In Tennessee, presided over by Republican governor Bill Lee, 55 percent of residents are unvaccinated.  In Alabama, overseen by Republican Kay Ivey, that number is 58 percent.  In Texas, Greg Abbott’s home state, 49 percent are unvaccinated.  In Ron DeSantis’ Florida, 43 percent haven’t been vaccinated, but its lower number is only because the state has such a large percentage of senior citizens.  

The blue state with the worst rate is Nevada, with 50 percent unvaccinated.  All the rest are below, or well below that number. 

That’s not all.  “Covid deaths are also showing a partisan pattern,” the Times reported. “Covid is still a national crisis, but the worst forms of it are increasingly concentrated in red America.”  Over the last seven days, an average of 70 people died every day in Tennessee.  In Texas, an average of 300 a day died.  Alabama averaged 116 COVID deaths a day.  Florida averaged 335 deaths each day.  

In blue states, the numbers were much, much lower:  Maryland averaged 17 COVID deaths per day; New Jersey, 20; Connecticut, 8.  Even blue states with large populations all averaged under 100 deaths a day, with New York at 41, Illinois at 38, and even California, the bluest and largest state of them all, with nearly 39 million residents, averaged only 93 deaths from COVID each day. 

The COVID differences between red and blue states have held steady for the entire time the disease has ravaged the country.  The Times cited Charles Gaba, a health care analyst who has kept track of the figures: “In counties where Donald Trump received at least 70 percent of the vote, the virus has killed about 47 out of every 100,000 people since the end of June,” Gaba found.  “In counties where Trump won less than 32 percent of the vote, the number is about 10 out of 100,000.” 

Earlier this month, the CDC released its finding that unvaccinated people are about 11 times more likely to die of COVID than vaccinated people.  For some reason, the CDC hasn’t calculated what the percentage of COVID deaths are for the unvaccinated, but in June, the Associated Press analyzed CDC data and found that less than 1 percent of people who have died from COVID have been vaccinated.  And that was before the spike in cases in early September, when new cases rose to 175,000 a day. (The average over 7 days last week was 120,000.)   

I’ll bet the percentage of people dying from COVID who are vaccinated is below a half percent by now.  And here’s the thing:  all these figures are out there.  You can google “COVID deaths,” or “COVID cases” and easily find the figures for every state in the Union.  People who live in Texas and Florida and Tennessee and Mississippi and Alabama know a lot of people around them are dying.  Hell, they live there. The local papers run the obits.  Some of them even run news stories from the AP and other reliable sources that have covered the incredible increase in COVID cases, hospitalizations, and deaths over the last two months. 

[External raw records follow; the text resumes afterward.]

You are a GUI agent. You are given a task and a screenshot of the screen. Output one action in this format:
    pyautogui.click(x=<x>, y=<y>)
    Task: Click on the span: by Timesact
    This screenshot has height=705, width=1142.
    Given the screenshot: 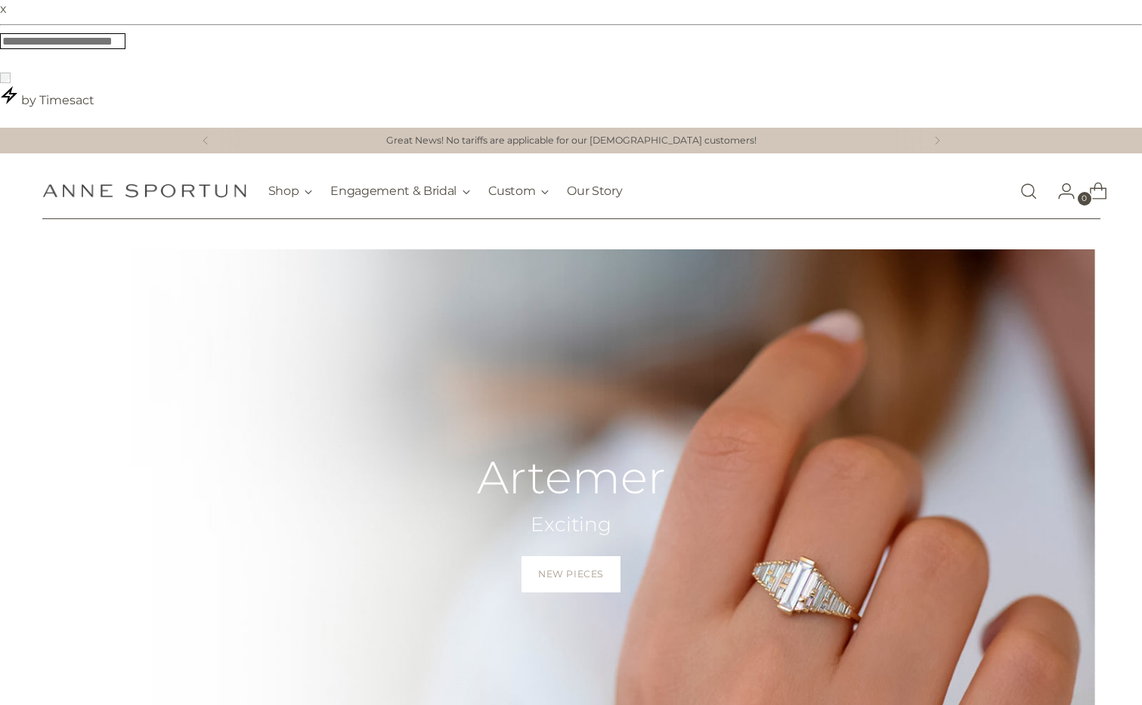 What is the action you would take?
    pyautogui.click(x=57, y=100)
    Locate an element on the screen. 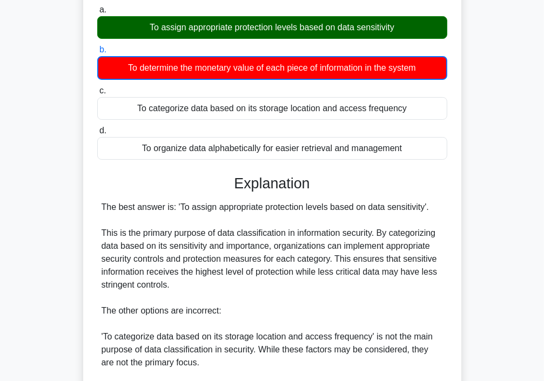  div: To determine the monetary value of each piece of information in the system is located at coordinates (272, 68).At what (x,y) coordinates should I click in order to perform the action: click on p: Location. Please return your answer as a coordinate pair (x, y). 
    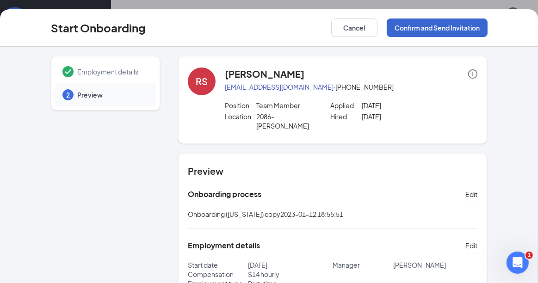
    Looking at the image, I should click on (240, 117).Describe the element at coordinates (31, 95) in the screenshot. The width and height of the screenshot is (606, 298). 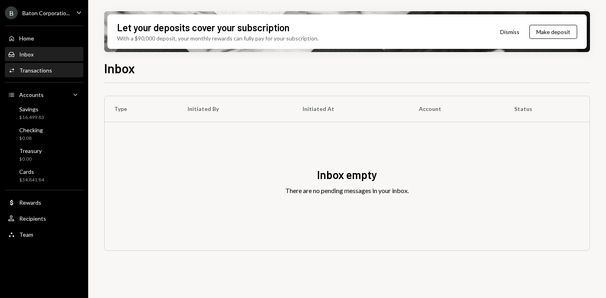
I see `div: Accounts` at that location.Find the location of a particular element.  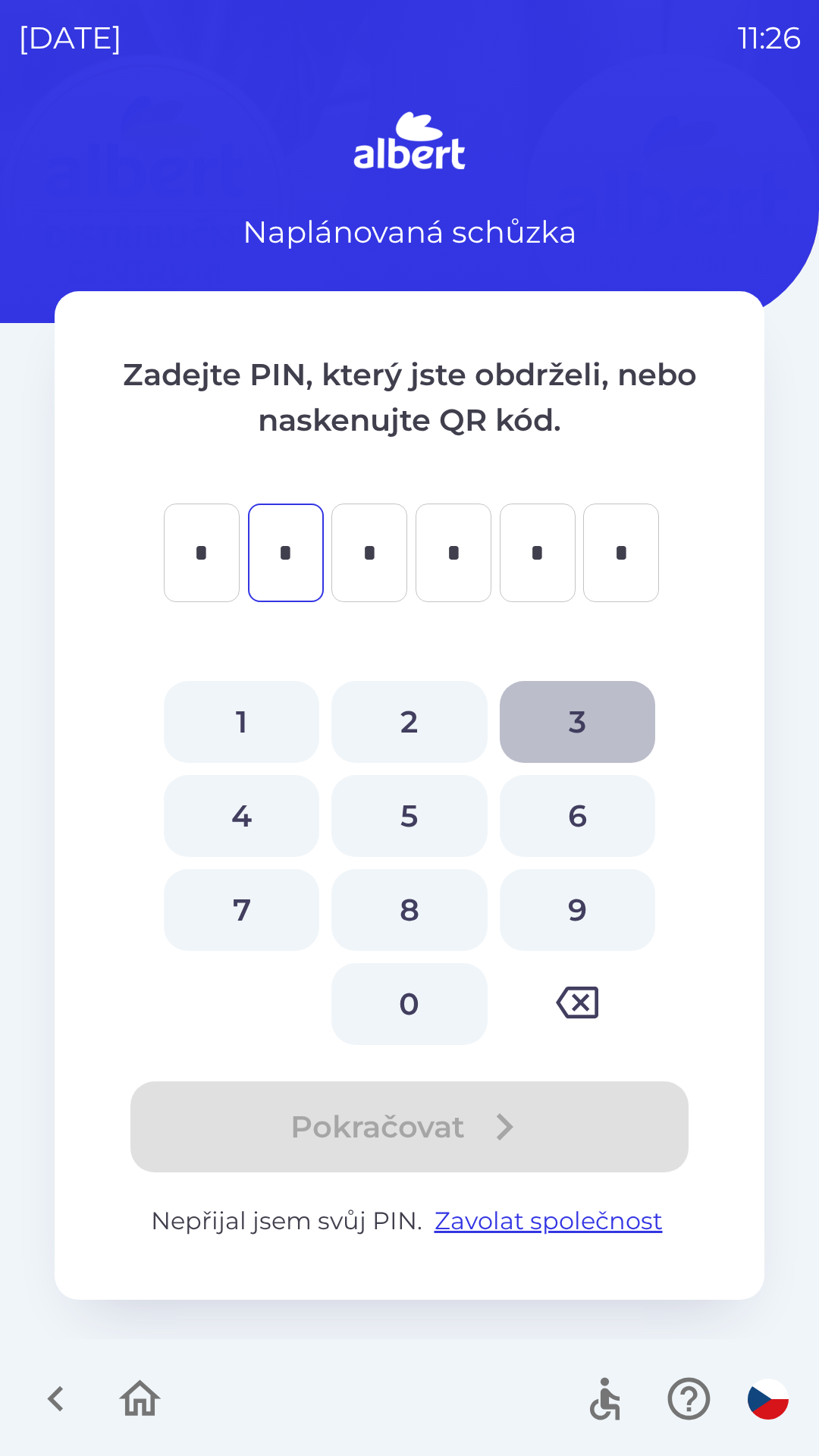

button: 7 is located at coordinates (241, 910).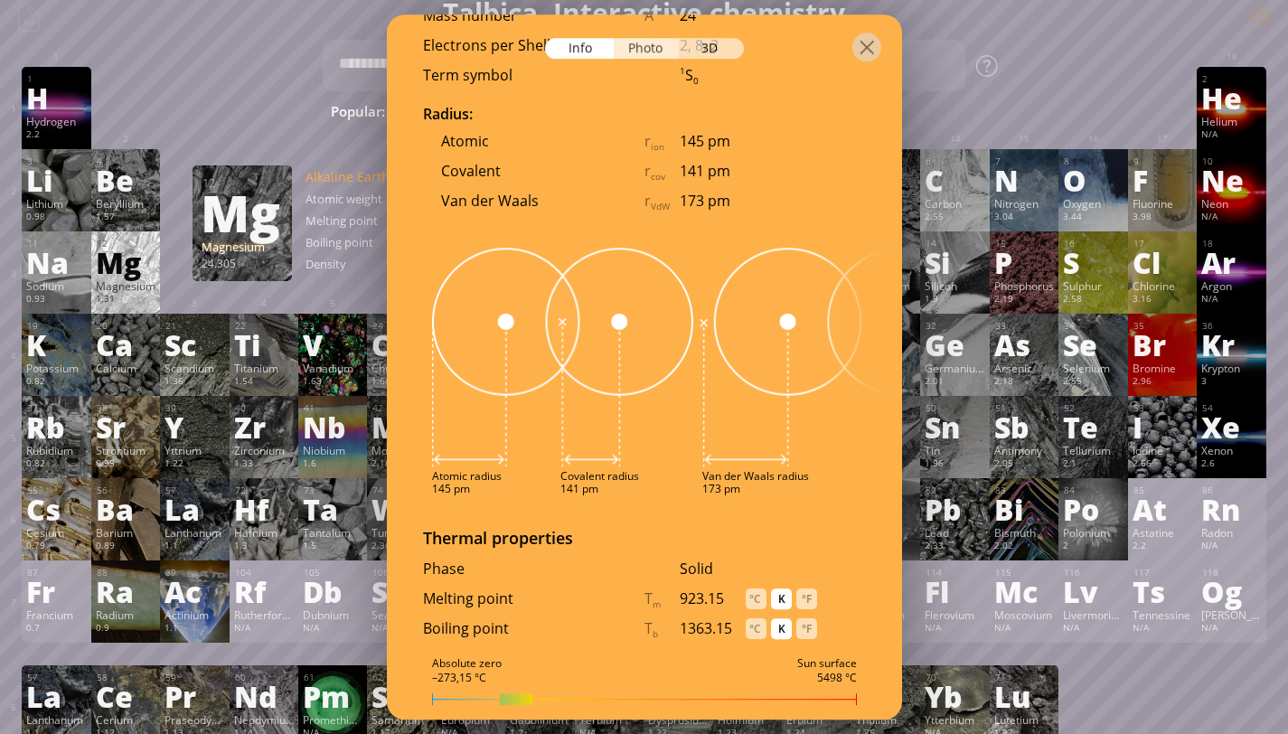 The width and height of the screenshot is (1288, 734). Describe the element at coordinates (333, 382) in the screenshot. I see `div: 1.63` at that location.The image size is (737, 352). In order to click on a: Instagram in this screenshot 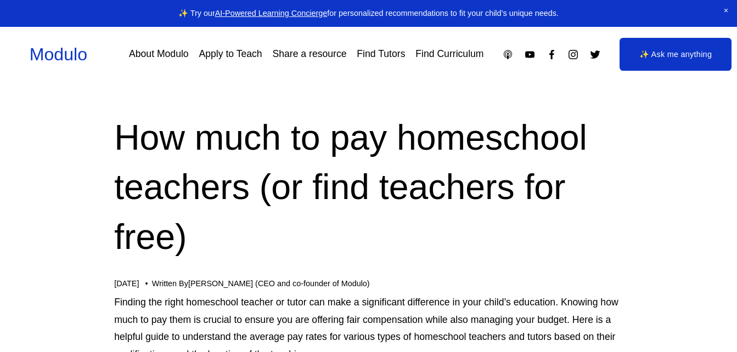, I will do `click(573, 54)`.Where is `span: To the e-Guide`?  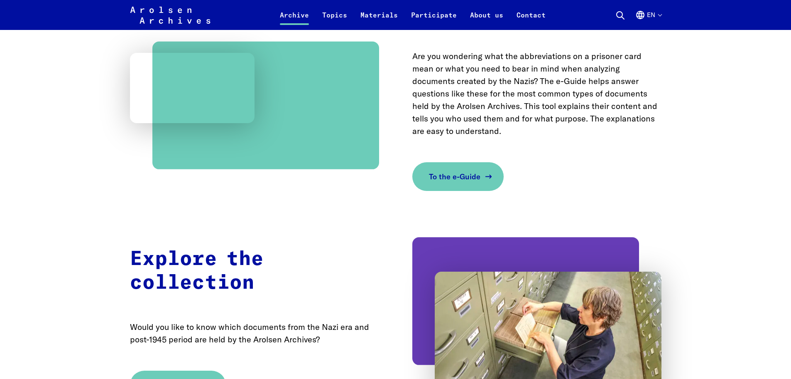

The paleo-conservative website Breitbart, which used to be owned by the pardoned Steve Bannon, published a story on September 10 that…wait for it…blamed it all on the libs.  According to Breitbart, “the left has us right where they want us.”  

You can take your fist out of your mouth you’ve been using to stifle that scream.  But I’m not kidding.  Breitbart’s theory is that libs like Howard Stern and Nancy Pelosi and Anthony Fauci and of course Joe Biden “are deliberately looking to manipulate Trump supporters into not getting vaccinated.”  And how are they doing this, you might ask?  Why, they’ve all gotten together and conspired to encourage people to get vaccinated because they know it will have the opposite effect on Trump voters.  If you don’t believe me, listen to the Breitbart “logic:” 

“If I wanted to use reverse psychology to convince people not to get a life-saving vaccination, I would do exactly what Stern and the left are doing… I would bully and taunt and mock and ridicule you for not getting vaccinated, knowing the human response would be, Hey, fuck you, I’m never getting vaccinated! 

Got that?  It’s all a big conspiracy by the libs to kill off Trump voters!  “The push for mandates is another ploy to get us to dig in and not do what’s best for ourselves because no one wants to feel like they’re caving to a mandate,” according to Breitbart.  

So it’s not Republican governors’ fault.  Noooooo, not governors like DeSantis of Florida, Abbott of Texas, Lee of Tennessee, Reeves of Mississippi, and Ivey of Alabama – all of whom have passed laws or issued executive orders banning mask mandates and vaccine mandates.  They’re looking out for the well being of their constituents, that’s what they’re doing!  Because, you know, the way to get people vaccinated is to ban the stuff that’s trying to get them vaccinated.  And the way to keep them alive is to make fun of mask wearing and encourage turn-out by rednecks at local school board meetings so they can yell at all the libs in their “Nazi” masks, as one lunatic screamed at a school board meeting last week.  

This shit isn’t just upside down and backward, it’s turned inside out and on its way to being reverse-engineered.  The guy who wrote the Breitbart article is so tied in knots he can’t make up his mind what’s going on.  “Right now, a countless number of Trump supporters believe they are owning the left by refusing to take a life-saving vaccine — a vaccine, by the way, everyone on the left has taken. Oh, and so has Trump,” he writes.  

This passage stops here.